FYI.

This story is over 5 years old.

News

A private spaceflight company is headed to the moon

California-based Moon Express wants to start staging missions as soon next year. It would be the first time anybody who is not a national government sends a craft to the moon.
La Lune photographiée depuis Azusa, en Californie en juillet 2016. Photo de Gene Blevins/Reuters

For the first time, the US government has given a private spaceflight company approval to land on the Moon. Moon Express, based in Mountain View, California, plans to conduct the first in what it hopes will be a series of missions to the Moon in 2017, the company told The Verge. But until now, the company didn't have the regulatory approval needed to conduct its mission. The decision announced Wednesday changes that — and could mean that more approvals for other private companies will soon be on the way.

Advertisement

Getting the US government to agree to the mission wasn't easy. Right now, there is no regulatory framework for getting approval for a mission to the moon. The government is working on fixing that, but for now Moon Express managed to get around the problem by sharing more information about its goals and plans than the government asked for.

Namely, the company planned its mission so it would meet important requirements of the Outer Space Treaty, an international agreement that dictates how countries are supposed to carry out missions in space. These requirements include letting the US government oversee the mission, making sure that the mission doesn't interfere with those of other nations, and avoiding the spread of bacteria on the moon's surface.

If Moon Express makes it to the Moon in 2017, the company could earn Google's Lunar X Prize — a competition that aims to land privately funded vehicles on the Moon. "We want to win it," Moon Express CEO Bob Richards told The Verge. But the company has ambitions beyond Google's prize. It hopes to gather metals and rare elements on the moon's surface, and bring these materials back to Earth by 2020.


▶ **Your assignment**:
The response must contain every line from the records below that has "coping".
··· Extracted records ···
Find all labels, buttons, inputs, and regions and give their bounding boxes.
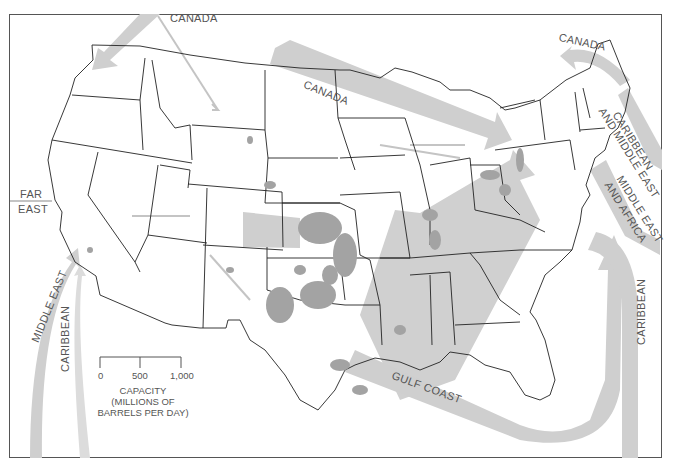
label-caribbean-east: CARIBBEAN — [636, 279, 647, 345]
legend-title: CAPACITY — [78, 385, 208, 396]
legend-subtitle-2: BARRELS PER DAY) — [78, 407, 208, 418]
label-canada-north: CANADA — [170, 13, 218, 24]
band-colorado — [243, 212, 300, 248]
label-far-east-1: FAR — [20, 189, 42, 200]
legend-caption: CAPACITY (MILLIONS OF BARRELS PER DAY) — [78, 385, 208, 418]
arc-caribbean-west — [74, 265, 90, 458]
label-caribbean-west: CARIBBEAN — [60, 306, 71, 372]
arrow-canada-west — [92, 14, 160, 70]
tick-500: 500 — [132, 370, 148, 381]
scale-bar — [100, 357, 181, 368]
legend-subtitle-1: (MILLIONS OF — [78, 396, 208, 407]
band-canada-central — [270, 40, 512, 150]
tick-0: 0 — [98, 370, 103, 381]
label-far-east-2: EAST — [18, 204, 48, 215]
tick-1000: 1,000 — [170, 370, 194, 381]
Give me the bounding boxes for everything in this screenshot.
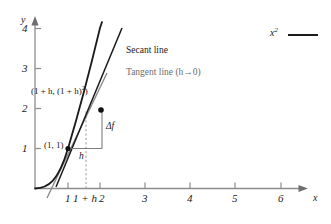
y-tick-label-4: 4 (22, 23, 28, 34)
y-tick-label-3: 3 (22, 63, 28, 74)
x-tick-label-2: 2 (99, 193, 105, 204)
point-1-1-marker (65, 146, 70, 151)
y-tick-label-2: 2 (22, 103, 28, 114)
delta-f-label: Δf (106, 122, 114, 132)
legend-label-x-squared: x2 (270, 27, 278, 38)
point-1-1-label: (1, 1) (44, 141, 64, 150)
axis-group (31, 16, 308, 192)
x-tick-label-1-plus-h: 1 + h (73, 193, 97, 204)
x-tick-label-4: 4 (187, 193, 193, 204)
derivative-secant-tangent-figure: y x 4 3 2 1 1 1 + h 2 3 4 5 6 Secant lin… (0, 0, 331, 224)
y-axis-arrowhead (31, 16, 38, 26)
point-b-text-post: ) (85, 86, 88, 96)
x-tick-label-3: 3 (142, 193, 148, 204)
tangent-line-label: Tangent line (h→0) (126, 68, 201, 78)
y-tick-label-1: 1 (22, 143, 28, 154)
delta-f-text: Δf (106, 121, 114, 131)
point-1-plus-h-marker (98, 107, 104, 113)
x-tick-label-1: 1 (65, 193, 71, 204)
x-axis-label: x (313, 193, 317, 203)
x-axis-arrowhead (299, 185, 309, 192)
legend-exponent: 2 (274, 26, 278, 34)
x-tick-label-5: 5 (232, 193, 238, 204)
x-tick-marks (68, 183, 281, 189)
x-tick-label-6: 6 (278, 193, 284, 204)
secant-line (56, 28, 122, 187)
secant-line-label: Secant line (126, 46, 168, 56)
plot-canvas (0, 0, 331, 224)
point-b-text-pre: (1 + h, (1 + h) (31, 86, 82, 96)
point-1-plus-h-label: (1 + h, (1 + h)2) (31, 85, 88, 96)
h-run-label: h (79, 152, 84, 162)
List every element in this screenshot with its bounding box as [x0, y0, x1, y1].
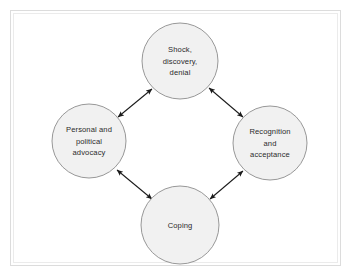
connector-shock-recognition — [209, 88, 243, 117]
node-recognition-label-line-2: and — [264, 139, 277, 148]
node-shock[interactable]: Shock, discovery, denial — [142, 23, 218, 99]
node-advocacy-label-line-3: advocacy — [73, 148, 106, 157]
connector-advocacy-shock — [118, 89, 152, 117]
cycle-diagram-figure: Shock, discovery, denial Recognition and… — [0, 0, 352, 278]
node-shock-label-line-3: denial — [170, 68, 191, 77]
connector-group — [117, 88, 243, 199]
diagram-canvas: Shock, discovery, denial Recognition and… — [0, 0, 352, 278]
node-advocacy-label-line-1: Personal and — [66, 125, 112, 134]
node-recognition-label-line-3: acceptance — [250, 150, 290, 159]
node-coping-label-line-1: Coping — [168, 221, 193, 230]
connector-coping-advocacy — [117, 170, 152, 199]
node-advocacy[interactable]: Personal and political advocacy — [52, 104, 126, 178]
node-coping[interactable]: Coping — [141, 186, 219, 264]
node-recognition[interactable]: Recognition and acceptance — [233, 106, 307, 180]
node-recognition-label-line-1: Recognition — [249, 127, 290, 136]
node-shock-label-line-2: discovery, — [163, 57, 198, 66]
node-advocacy-label-line-2: political — [76, 137, 102, 146]
connector-recognition-coping — [210, 171, 243, 199]
node-shock-label-line-1: Shock, — [168, 45, 192, 54]
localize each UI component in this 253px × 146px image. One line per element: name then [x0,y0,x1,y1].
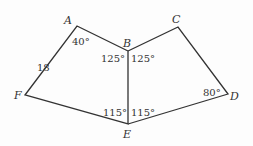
···
▶ **Task solution**:
node-coping-label-line-1: Coping — [168, 221, 193, 230]
connector-coping-advocacy — [117, 170, 152, 199]
node-coping[interactable]: Coping — [141, 186, 219, 264]
connector-recognition-coping — [210, 171, 243, 199]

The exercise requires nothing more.